Well who was right and who was wrong? Average classes of 21 in the schools closed have leapt up to classes of 25 and more in the schools the kids have been shunted into this term. Only one in seven qualified teachers have got a full-time teaching job. Over 200 Glasgow teachers only heard which school they were working in the day before term started! And in an incredible, but shameless admission last week, Glasgow city council leaders conceded that actually there are more children in Glasgow than we had been expecting. In an ominous threat of further cuts and closures, they whined that this meant £2m less in savings through closures than projected.
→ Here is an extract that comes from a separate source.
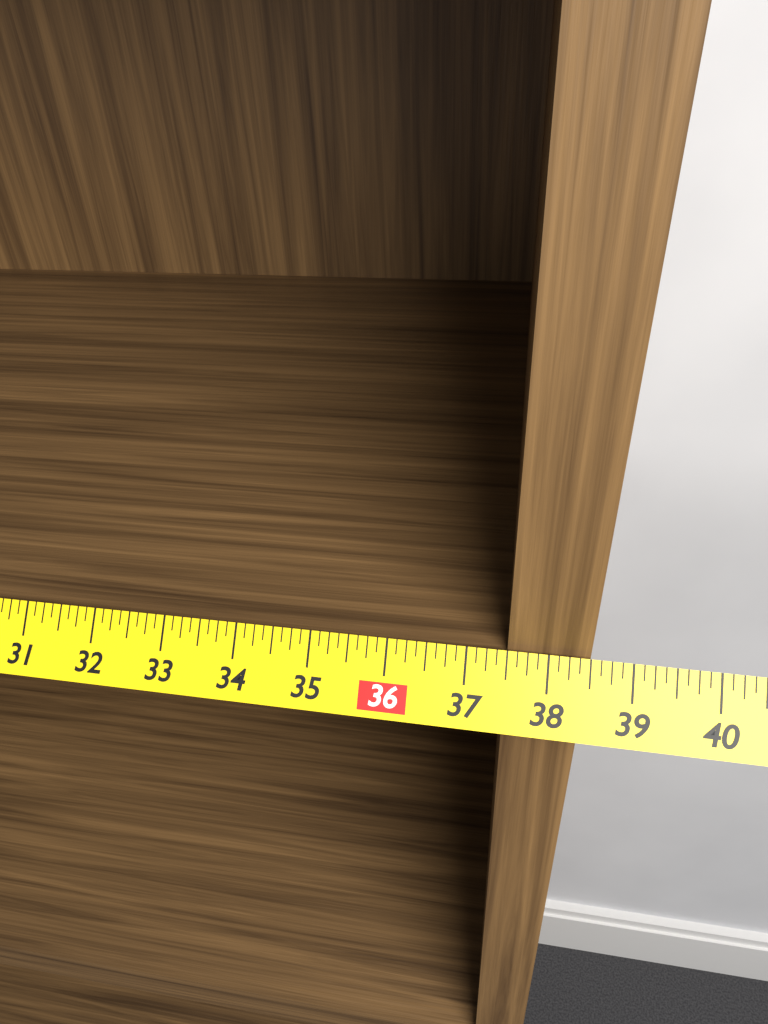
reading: 38.500 in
So criticism of the SNP government from New Labour holds absolutely no water; and Labour pointedly says not a word about what they would do about cutting class sizes!

SNP backsliders

However, severe criticism of the SNP is richly deserved. They are backsliding on their election promises, whilst trying to disguise their cowardly retreat with headlines, smoke and mirrors. Alongside this miserably small step on reducing class sizes, they are slashing the intake to teacher training, as a perverse solution to the lack of permanent jobs for newly qualified teachers.

Of course any parent or teacher will welcome the legal limitation of P1 classes to 25 next year, in place of the current legal limit of 30, introduced in 1999. Of course if that was extended to P2 and P3 in later years it would be a painfully slow, gradual step in the right direction. And those of us who have fought a high profile battle for smaller class sizes, demanding legal measures to enforce them, as opposed to relying on the (non-existent) goodwill of councils, can celebrate making some impact on government policies.
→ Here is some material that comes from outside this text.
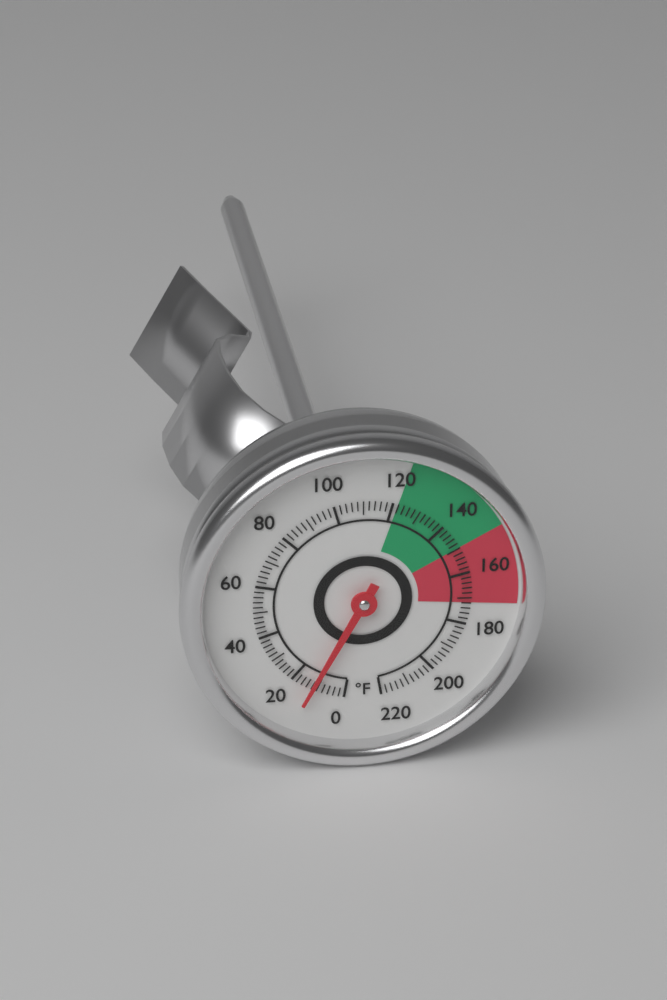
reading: 12 °F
But a ceiling of 25 for P1 is pathetic compared to the SNP manifesto pledges, and would only have a paltry impact in real life. Just 6 per cent of kids in Scotland in P1 are in classes above 25! So for 94 per cent of them, this has no effect – apart from the welcome protection against future increases as Labour, Lib Dem, Tory and SNP councils pass on cuts.

Twenty’s Plenty

And why restrict it to the first year of school? At present, P4-7 and the first two years of secondary school are only restricted to a maximum of 33, with a limit of 30 for the final four years at secondary.

And as any teacher at primary or secondary schools will testify, even a cap of 25 would still present them with the task of crowd control in many classes, rather than being able to devote time to the individual needs of kids’ learning.
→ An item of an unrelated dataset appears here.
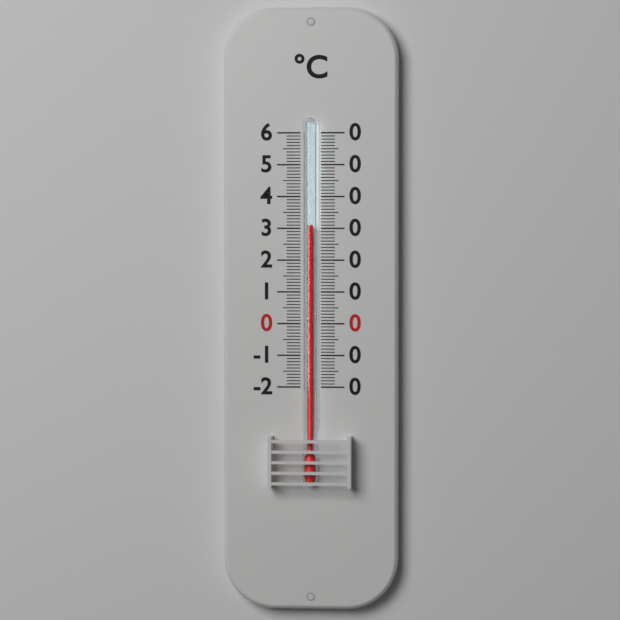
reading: 31 °C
The demand for no more than 20 in any class, right throughout school years, is justified, proven to be right by numerous academic studies, would transform kids’ learning experience and secure jobs for new generations of teachers, reducing the stress of the job in the process.

The Scottish Socialist Party will persist with this demand, alongside other parents and teachers, whereas the mainstream parties put cash before kids, whether in periods of recession and/or rampant profiteering for the few.

Posted in Education, Public Services, Save Our Schools, Schools | No Comments »

 

Promoted by Kevin McVey on behalf of the Scottish Socialist Party, Suite 370, 4th Floor Central Chambers 93 Hope St, Glasgow G2 6LD.